For Immediate Release: January 24, 2025
Media Contacts: Daryl Kimball, executive director (202-463-8270 x107); Xiaodon Liang, senior policy analyst (202-463-8270 x113)
(Washington, D.C.)— The Arms Control Association welcomes President Donald J. Trump’s comments yesterday at the Davos World Economic Forum on the potential for nuclear arms control talks with Russia and China.
In response to a question about U.S.-China relations, President Trump said: “Tremendous amounts of money are being spent on nuclear, and the destructive capability is something that we don’t even want to talk about today, because you don’t want to hear it.”

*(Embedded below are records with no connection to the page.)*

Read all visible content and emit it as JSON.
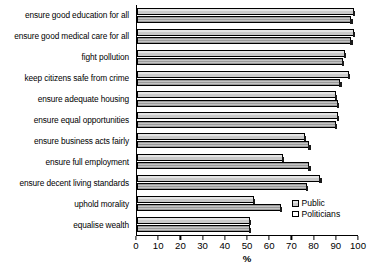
{
  "chart_data": {
    "type": "bar",
    "orientation": "horizontal",
    "title": "",
    "subtitle": "",
    "xlabel": "%",
    "ylabel": "",
    "xlim": [
      0,
      100
    ],
    "xticks": [
      0,
      10,
      20,
      30,
      40,
      50,
      60,
      70,
      80,
      90,
      100
    ],
    "xtick_labels": [
      "0",
      "10",
      "20",
      "30",
      "40",
      "50",
      "60",
      "70",
      "80",
      "90",
      "100"
    ],
    "grid": false,
    "legend_position": "inside-bottom-right",
    "categories": [
      "ensure good education for all",
      "ensure good medical care for all",
      "fight pollution",
      "keep citizens safe from crime",
      "ensure adequate housing",
      "ensure equal opportunities",
      "ensure business acts fairly",
      "ensure full employment",
      "ensure decent living standards",
      "uphold morality",
      "equalise wealth"
    ],
    "series": [
      {
        "name": "Public",
        "color": "#d6d6d6",
        "values": [
          98,
          98,
          94,
          96,
          90,
          91,
          76,
          66,
          83,
          53,
          51
        ]
      },
      {
        "name": "Politicians",
        "color": "#a6a6a6",
        "values": [
          97,
          97,
          93,
          92,
          91,
          90,
          78,
          78,
          77,
          65,
          51
        ]
      }
    ]
  },
  "legend": {
    "items": [
      {
        "label": "Public"
      },
      {
        "label": "Politicians"
      }
    ]
  },
  "axis": {
    "x_title": "%"
  }
}
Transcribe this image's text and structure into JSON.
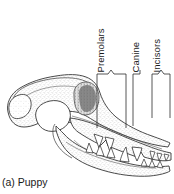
{
  "figure": {
    "caption": "(a) Puppy",
    "background_color": "#ffffff",
    "line_color": "#2b2b2b",
    "stipple_color": "#8c8c8c"
  },
  "labels": {
    "premolars": "Premolars",
    "canine": "Canine",
    "incisors": "Incisors"
  },
  "brackets": [
    {
      "name": "premolars",
      "label": "Premolars",
      "type": "wide-bracket",
      "x_start": 97,
      "x_end": 126,
      "peak_x": 111,
      "top_y": 71,
      "bottom_y": 128
    },
    {
      "name": "canine",
      "label": "Canine",
      "type": "single-leader-line",
      "x_start": 133,
      "x_end": 140,
      "top_y": 71,
      "bottom_y": 126
    },
    {
      "name": "incisors",
      "label": "Incisors",
      "type": "wide-bracket",
      "x_start": 152,
      "x_end": 170,
      "peak_x": 161,
      "top_y": 71,
      "bottom_y": 118
    }
  ],
  "anatomy": {
    "parts": [
      "cranium",
      "zygomatic-arch",
      "orbit",
      "maxilla",
      "mandible",
      "upper-teeth",
      "lower-teeth"
    ]
  }
}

“So, we want to see if we can denuclearize, and I think that’s very possible,” he said, regarding the potential for talks with Russian President Vladimir Putin and Chinese President Xi Jinping.
“We welcome President Trump’s interest in negotiating a deal to limit and reduce the massive nuclear arsenals of the United States and Russia, which could head off a costly and dangerous unconstrained nuclear arms race,” said Daryl Kimball, executive director of the Arms Control Association.
“However, hope alone is not an effective nuclear arms reduction strategy,” Kimball said. “To start, the United States and Russia could reach a simple, informal deal to maintain the existing caps on their strategic arsenals as long as the other side agrees to do so,” he added.
“In order to succeed on ‘denuclearization,’ Trump will need a more practical and effective approach than he attempted in his first term with Russia, and he will need a more realistic plan for engaging China in bilateral talks that could lead to limits on nuclear weapons and long-range conventional systems of concern to each side,” Kimball said.
In 2020, Trump tried and failed to launch three-way talks involving the United States, Russia, and China. Trump then refused to agree to a simple extension of the 2010 New Strategic Arms Reduction Treaty with Russia, leaving it for former President Joe Biden to do so in his first days in office in 2021.
In response to Trump's remarks, Kremlin spokesperson Dmitry Peskov said this morning that Russia wants to resume talks “as soon as possible.”
“Negotiating any new nuclear arms control agreement with the Kremlin would be difficult to hammer out and a new comprehensive framework deal could require sustained talks over many months, if not years, to achieve,” noted Kimball.
“And time is of the essence because the last remaining U.S.-Russian agreement limiting their long-range nuclear arsenals, the New Strategic Arms Reduction Treaty (New START), will expire in just over a year, on February 5, 2026,” he said.
“We suggest, as a practical first step, that Trump propose a straightforward, informal deal with President Putin pledging each side not to exceed the current limits set by New START on their strategic nuclear arsenals as long as the other does the same,” Kimball said.
“Such a deal would reduce tensions, forestall a costly arms race that no one can win, and buy time for talks on a broader framework deal to reduce strategic, intermediate, and shorter-range nuclear weapons and the systems that carry them,” he said.
“In the absence of a new arrangement to limit these deadly weapons, the United States and Russia could potentially substantially increase the number of deployed strategic nuclear warheads above the 1,550 each permitted under the treaty by uploading additional warheads on existing land- and sea-based ballistic missiles,” Kimball warned. “Any U.S. and Russian buildup would very likely accelerate China’s nuclear buildup and increase global nuclear risk.”
Trump’s statement in support of nuclear reductions are notable for other reasons. As former U.S. assistant secretary of state and ACA’s Board Chair Tom Countryman wrote in December: “Within the United States, the political impulse of many Republican national security leaders remains to expand rather than constrain the U.S. nuclear arsenal. Actors who are likely to have influence in the new administration already are pushing for new weapon types, a much larger nuclear weapons budget, and perhaps even the resumption of nuclear explosive testing.”
“Yet, there is no serious analysis suggesting that either side would thus enhance deterrence of the other or improve its own national security,” Countryman wrote.
“A deal that would keep Russian and U.S. strategic nuclear arsenals at or below current levels would also give Trump new diplomatic leverage to curb the buildup of China’s arsenal, which is now estimated to total 600 nuclear warheads, and includes those assigned to around 400 long-range missiles,” Kimball suggested.
“While Russia and the United States agree to cap their strategic deployed nuclear arsenals and work to negotiate a new nuclear arms reduction framework, Trump, along with other global leaders, could press his counterparts in China, France, and the United Kingdom to freeze the overall size of their nuclear arsenals and negotiate a ban on fissile material production for weapons,” Kimball proposed.
“Halting the cycle of spiraling nuclear tensions is in every nation’s interest and is every nation’s obligation,” Kimball said. Under Article VI of the nuclear Nonproliferation Treaty (NPT), Russia and the United States, along with China, France, and the United Kingdom, are legally obligated to “pursue negotiations in good faith on effective measures relating to cessation of the nuclear arms race at an early date and to nuclear disarmament.”
“We urge President Trump to rise to the occasion and follow through with meaningful nuclear arms control and disarmament diplomacy with Russia, and separately with China,” Kimball said.